For some pharmacies, you can never have too many eggs in one basket. Using a single vendor for all purchases may seem easy: review one catalog with one set of prices and then send one purchase order for all the products they need. That’s a simple summary of a far more challenging approach.
The True Cost of Purchasing Through a Single Vendor
“Convenience” is the most common reason pharmacy professionals give for only purchasing through a single vendor. Given the complexity of procurement, that’s understandable.
The pharmacy purchasing ecosystem is a web of product listings, prices, categories, codes, quantities and other information. It’s hard enough to shuffle through all that data in one catalog. With so many vendors on the market, each using a different catalog and purchasing interface, pharmacy teams stand to lose hours shopping around. No one has the luxury of time (especially with rising staff shortages).
Yet, at the same time, pharmacies are paying for this supposed convenience. Relying on a single vendor also means that the vendor controls your pricing. You’re subject to its business decisions, which may not align with your goals and strategy. That vendor’s pricing may be profitable for the vendor but not necessarily align with the market.
Relying on a single vendor also means pharmacies must trust another company’s business intelligence.

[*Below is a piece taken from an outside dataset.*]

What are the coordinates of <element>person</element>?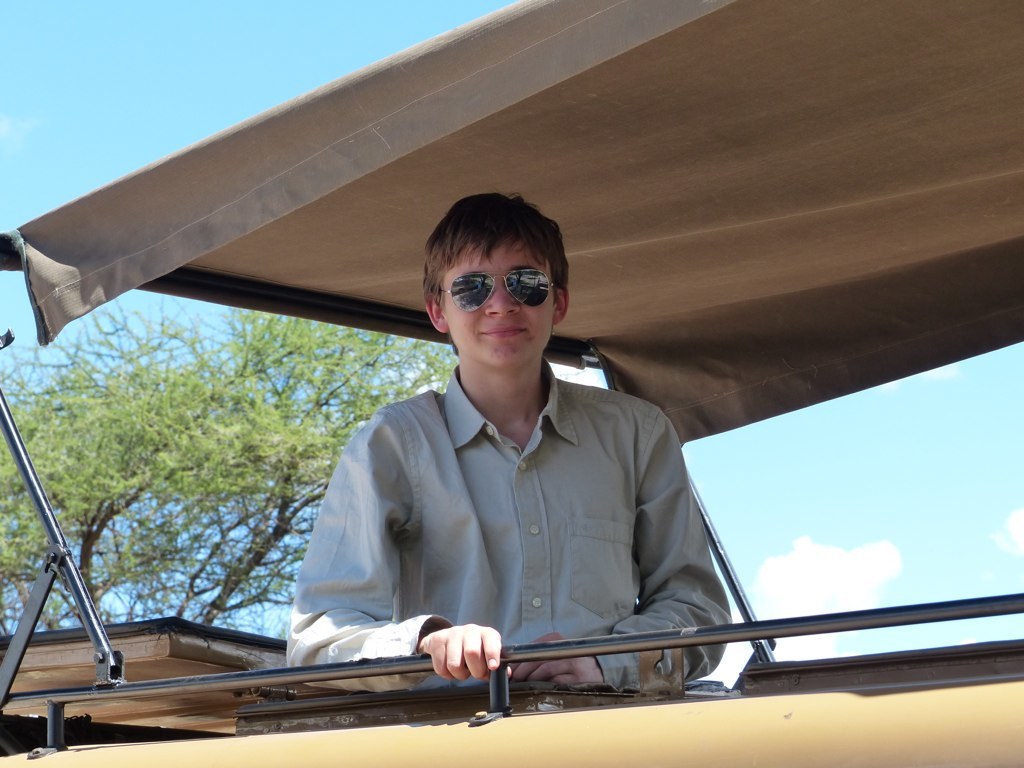
box(286, 191, 733, 692).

The vendor may furnish reports on savings and performance. But they’re making all the calculations and determining which metrics you see. Many vendors share these reports at the end of the quarter. That doesn’t allow pharmacies to adjust their purchasing strategy effectively, and it delays spotting issues and errors.
Like any business, vendors aim for profitability and the best service for their customers. But everyone makes mistakes. They may accidentally invoice higher than the contracted or negotiated price, fill incorrect items without adjusting their billing or make other errors that cost pharmacies as much as a 23-basis-point discrepancy between the actual quantity of goods received and the invoiced price. Unfortunately, the burden is on the pharmacy to catch these errors, report them promptly and provide the right documentation to correct the issue.

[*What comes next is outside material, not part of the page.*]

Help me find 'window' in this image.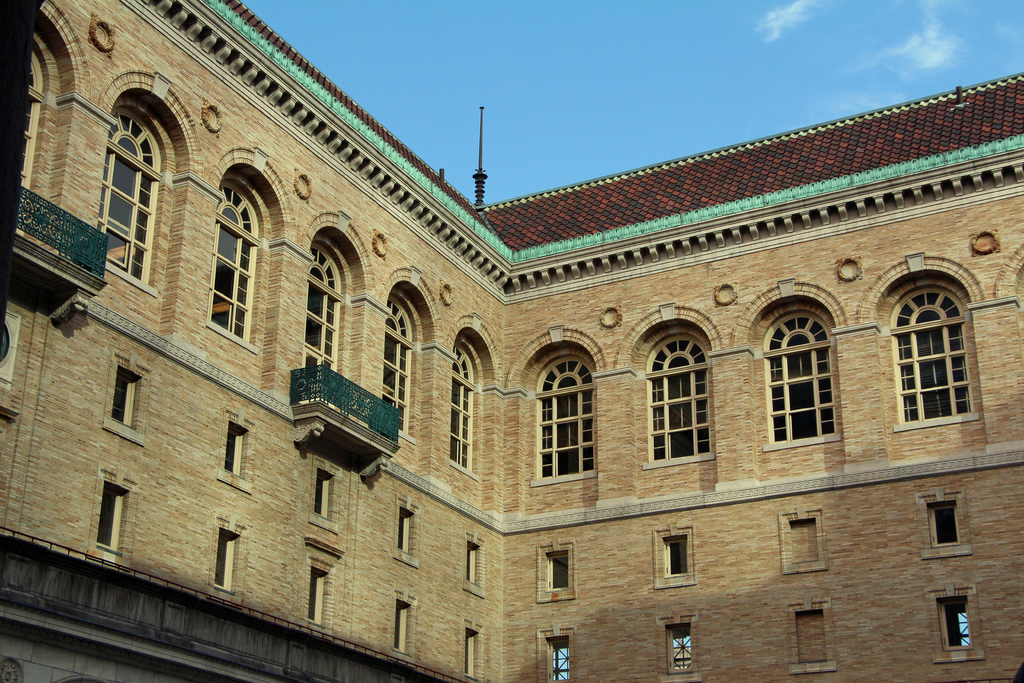
Found it: (214, 409, 258, 491).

If you rely on a single vendor for all products when a drug shortage hits, you still spend hours scrambling to find an alternative. You’re also left explaining the issue to patients waiting for the medications they need from the pharmacy they rely on. That damages their trust in your pharmacy and may make them seek other providers. With drug shortages rising, it’s hard to treat this as an occasional scenario.
Solutions for Single Vendor Purchasing
If pharmacies want to stick to using a single vendor, they need tools to ensure transparency and accountability in that relationship. The right technology enables pharmacies to optimize single-vendor purchasing.
Alongside their own compliance with the vendor’s purchasing terms, pharmacies must also guarantee the vendor is complying with contracts, negotiated prices and every purchase order your pharmacy submits. That means leveraging data to verify that vendors always ship the correct items at the precise quantities indicated for the agreed-upon prices. It also means tracking that rebates are calculated and applied accurately and on time.
The best technology doesn’t just keep tabs on a vendor. It should also empower your pharmacy to review data using flexible reporting. Pharmacies gain analytics to identify opportunities for improvement and adjust purchasing strategies to hit higher rebate tiers.
The whole pharmacy team has to be on the same page when purchasing from that single vendor. Otherwise, they may make purchases that don’t meet compliance tiers or miss out on negotiated prices. With the right solution, pharmacies have purchasing “guardrails” to establish preferred products and drive staff to specified items. Pharmacies also gain insights into purchasing decisions and can audit to assess how well their pharmacy adheres to purchasing rules and strategy.
Expand and Unify Your Catalog
The right solution can optimize how you work with a single vendor, but it can only overcome some of the challenges. Expanding your purchasing portfolio means:
- Wider variety of products
- More purchasing options
- Competitive pricing
- Back-ups during drug shortages
In addition to the wealth of secondary vendors on the market, many pharmacies join GPOs and buying groups that use their combined purchasing power to negotiate better deals and other benefits. Incorporating more vendors does involve wading into an even deeper pool of data.
That’s why it’s crucial to harness a unified purchasing management solution that integrates all vendor catalogs into a single interface. You won’t be stuck flipping through multiple windows and manually comparing prices. You can view all purchasing options through a single solution that automatically compares all available products with updated pricing. The right technology also accounts for negotiated pricing and rebate modeling to show you the true best purchasing option (not just the item with the lowest price).
Pharmacies may assume that a single vendor is the easiest approach. However, with the right solution, they can easily unlock savings opportunities from across the market. There’s no shortage of challenges to a pharmacy’s bottom line. It's crucial to take advantage of every opportunity to save more, work smarter and stay compliant.